His cousin, Sarah Figgers, had a premonition. “I could tell he was going to be something, be someone,” she recalled. “He was quiet, off into his own world … There was something about him.”

Nine-year-old Freddie became fixated with a broken Macintosh computer that most people would have seen as garbage. Patiently, Freddie dismantled it and, to everyone’s surprise, fixed it.

Freddie Figgers fixed a broken-down Macintosh Classic when he was nine years old and launched a computer repair business at the age of 16. (Image courtesy of Freddie Figgers)

He said the repair job was the spark that launched him as a kid.

“With the way my life started, it was hard to make friends,” said Figgers, now 30. “My best friend was that computer.” When he was a teenager, “I wanted to be an innovator, an open thinker who builds new technology,” he said.

By age 16, with many people coming to him for help, he started his own computer repair company.

That same year he invented a device to help his father, who would leave home in the evening and forget his way back. Unwilling to commit his father to an assisted-living facility, Figgers installed a GPS tracker with a two-way communicator in his dad’s shoes. He could find him anywhere and speak to him through his feet if he walked away from home.

Figgers sold that program a year later to a company in Kansas for $2.1 million.

His next venture didn’t run as smoothly. He lost interest in finishing his college degree and began buying cellphone towers at age 21. He built them in places where reception was spotty, poor or absent, mostly in rural areas of West Virginia, Montana and North Dakota.

The effort nearly ruined him. By his count it took 196 meetings over four years with Federal Communications Commission bureaucrats and examiners, and costly application fees, to get a green light just when his pockets were almost empty.
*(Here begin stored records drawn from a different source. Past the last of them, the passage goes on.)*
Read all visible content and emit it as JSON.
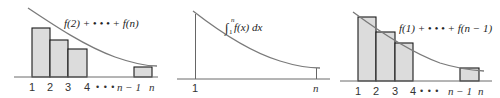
{
  "panels": [
    {
      "id": "left",
      "label": "f(2) + • • • + f(n)",
      "ticks": [
        "1",
        "2",
        "3",
        "4",
        "• • •",
        "n − 1",
        "n"
      ],
      "description": "Right-endpoint rectangles lying below the curve"
    },
    {
      "id": "center",
      "label": "∫₁ⁿ f(x) dx",
      "label_parts": {
        "integral": "∫",
        "lower": "1",
        "upper": "n",
        "body": "f(x) dx"
      },
      "ticks": [
        "1",
        "n"
      ],
      "description": "Area under curve from 1 to n"
    },
    {
      "id": "right",
      "label": "f(1) + • • • + f(n − 1)",
      "ticks": [
        "1",
        "2",
        "3",
        "4",
        "• • •",
        "n − 1",
        "n"
      ],
      "description": "Left-endpoint rectangles lying above the curve"
    }
  ],
  "colors": {
    "bar_fill": "#dcdcdc",
    "bar_stroke": "#1a1a1a",
    "curve": "#7a7a7a",
    "axis": "#6a6a6a"
  }
}
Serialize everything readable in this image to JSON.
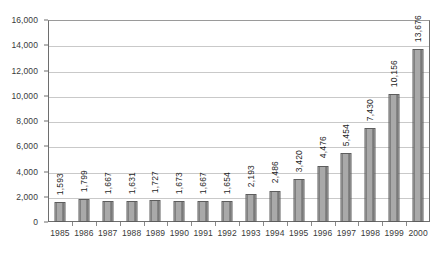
{
  "chart_data": {
    "type": "bar",
    "title": "",
    "subtitle": "",
    "xlabel": "",
    "ylabel": "",
    "categories": [
      "1985",
      "1986",
      "1987",
      "1988",
      "1989",
      "1990",
      "1991",
      "1992",
      "1993",
      "1994",
      "1995",
      "1996",
      "1997",
      "1998",
      "1999",
      "2000"
    ],
    "values": [
      1593,
      1799,
      1667,
      1631,
      1727,
      1673,
      1667,
      1654,
      2193,
      2486,
      3420,
      4476,
      5454,
      7430,
      10156,
      13676
    ],
    "data_labels": [
      "1,593",
      "1,799",
      "1,667",
      "1,631",
      "1,727",
      "1,673",
      "1,667",
      "1,654",
      "2,193",
      "2,486",
      "3,420",
      "4,476",
      "5,454",
      "7,430",
      "10,156",
      "13,676"
    ],
    "ylim": [
      0,
      16000
    ],
    "ytick_values": [
      0,
      2000,
      4000,
      6000,
      8000,
      10000,
      12000,
      14000,
      16000
    ],
    "ytick_labels": [
      "0",
      "2,000",
      "4,000",
      "6,000",
      "8,000",
      "10,000",
      "12,000",
      "14,000",
      "16,000"
    ],
    "grid": true,
    "grid_axis": "y",
    "legend": false,
    "legend_position": "none",
    "bar_color": "#a9a9a9",
    "bar_edge_color": "#5d5d5d",
    "gridline_color": "#c9c9c9",
    "axis_color": "#6e6e6e",
    "text_color": "#3a3a3a",
    "data_label_rotation": 90,
    "data_label_position": "outside-end",
    "background_color": "#ffffff"
  }
}
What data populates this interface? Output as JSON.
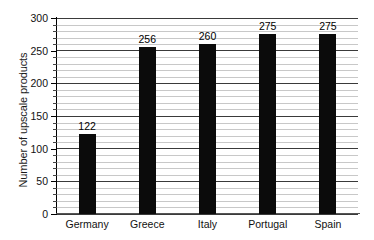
{
  "chart_data": {
    "type": "bar",
    "title": "",
    "subtitle": "",
    "xlabel": "",
    "ylabel": "Number of upscale products",
    "categories": [
      "Germany",
      "Greece",
      "Italy",
      "Portugal",
      "Spain"
    ],
    "values": [
      122,
      256,
      260,
      275,
      275
    ],
    "value_labels": [
      "122",
      "256",
      "260",
      "275",
      "275"
    ],
    "ylim": [
      0,
      300
    ],
    "ytick_labels": [
      "0",
      "50",
      "100",
      "150",
      "200",
      "250",
      "300"
    ],
    "ytick_values": [
      0,
      50,
      100,
      150,
      200,
      250,
      300
    ],
    "grid": {
      "horizontal": true,
      "vertical": false,
      "major_step": 50,
      "minor_step": 10
    },
    "legend": {
      "visible": false,
      "position": "none",
      "entries": []
    },
    "series": [
      {
        "name": "Number of upscale products",
        "values": [
          122,
          256,
          260,
          275,
          275
        ],
        "color": "#0b0b0b"
      }
    ],
    "colors": {
      "bar": "#0b0b0b",
      "major_gridline": "#3a3a3a",
      "minor_gridline": "#c8c8c8",
      "axis": "#000000",
      "text": "#111111",
      "background": "#ffffff"
    }
  }
}
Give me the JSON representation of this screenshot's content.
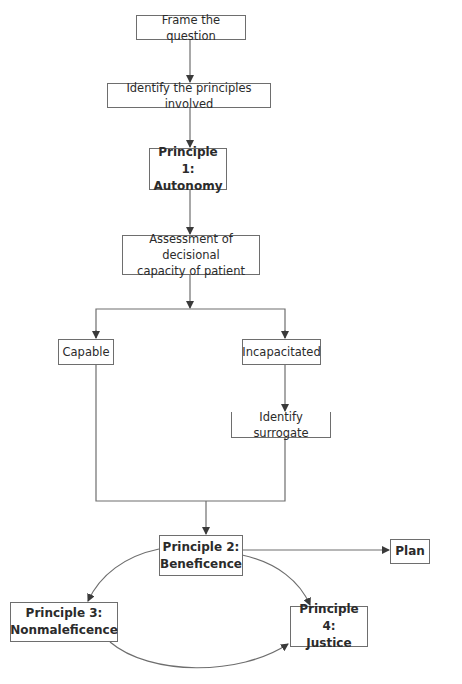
{
  "diagram": {
    "type": "flowchart",
    "colors": {
      "line": "#6e6e6e",
      "text": "#2b2b2b",
      "background": "#ffffff"
    },
    "nodes": {
      "frame": {
        "label": "Frame the question"
      },
      "identify": {
        "label": "Identify the principles involved"
      },
      "p1": {
        "line1": "Principle 1:",
        "line2": "Autonomy"
      },
      "assess": {
        "line1": "Assessment of decisional",
        "line2": "capacity of patient"
      },
      "capable": {
        "label": "Capable"
      },
      "incap": {
        "label": "Incapacitated"
      },
      "surrogate": {
        "label": "Identify surrogate"
      },
      "p2": {
        "line1": "Principle 2:",
        "line2": "Beneficence"
      },
      "plan": {
        "label": "Plan"
      },
      "p3": {
        "line1": "Principle 3:",
        "line2": "Nonmaleficence"
      },
      "p4": {
        "line1": "Principle 4:",
        "line2": "Justice"
      }
    },
    "edges": [
      {
        "from": "Frame the question",
        "to": "Identify the principles involved"
      },
      {
        "from": "Identify the principles involved",
        "to": "Principle 1: Autonomy"
      },
      {
        "from": "Principle 1: Autonomy",
        "to": "Assessment of decisional capacity of patient"
      },
      {
        "from": "Assessment of decisional capacity of patient",
        "to": "Capable"
      },
      {
        "from": "Assessment of decisional capacity of patient",
        "to": "Incapacitated"
      },
      {
        "from": "Incapacitated",
        "to": "Identify surrogate"
      },
      {
        "from": "Capable",
        "to": "Principle 2: Beneficence"
      },
      {
        "from": "Identify surrogate",
        "to": "Principle 2: Beneficence"
      },
      {
        "from": "Principle 2: Beneficence",
        "to": "Plan"
      },
      {
        "from": "Principle 2: Beneficence",
        "to": "Principle 3: Nonmaleficence"
      },
      {
        "from": "Principle 2: Beneficence",
        "to": "Principle 4: Justice"
      },
      {
        "from": "Principle 3: Nonmaleficence",
        "to": "Principle 4: Justice"
      }
    ]
  }
}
“I was in D.C., down to my last $30,” Figgers told Zenger News. “I was almost bankrupt before I could really get started.”

He was the youngest person, at age 21, to acquire an FCC license. Now his Figgers Wireless manufactures its own phones and provides cellular, mobile broadband and landline service, and international services on four continents.

And he has invented a device that could change the cellphone industry.

His patented creation makes the traditional method of charging a cellphone’s battery obsolete. It begins wirelessly charging when it enters a room equipped with an inductive charger—akin to the way a phone automatically reconnects with WiFi.

“As soon as the phone is in range, it will start charging,” Figgers said.

The technology will be available first to the nearly one million Figgers Wireless customers around the world, whose phones are equipped with a chip that can link to a wireless charger. Figgers has patented the idea and expects the FCC to grant final approval to begin production near the end of 2020.

Germain Bebe, chief operating officer of the privately held Figgers Communications, told Zenger he expects a wide-open market.

“The excitement is there,” he said. “The product sells itself. … We’re looking at this being a game-changer.”

Following Figgers’ rescue from near a trash heap, Nathan and Edith, who is now 95, poured attention and affection into their son.

“He received a lot of love from his parents. A respectable child,” Sarah Figgers recalled. “And his parents’ eyes lit up every time they talked about him.”

“There were so many roadblocks,” Freddie Figgers said. “It was a challenge. I could tell when they wanted to insult my intelligence with obstacles.”

But Bebe said Freddie never stopped. “He is an aggressive and driven person,” he said. “It’s 24 hours for him. He’s motivated and he doesn’t look at it as work.”

Figgers’ mission includes a charitable arm, the Figgers Foundation, which collects 20 percent of the company’s profits.

The foundation distributes 28 college scholarships to African-American men every year. It assists women with breast cancer. And it has protected girls from sex trafficking in northern Zambia.

“My parents did not tell me one time that I wasn’t their child,” Figgers said. “They were special. They were older and they taught me old-school values.”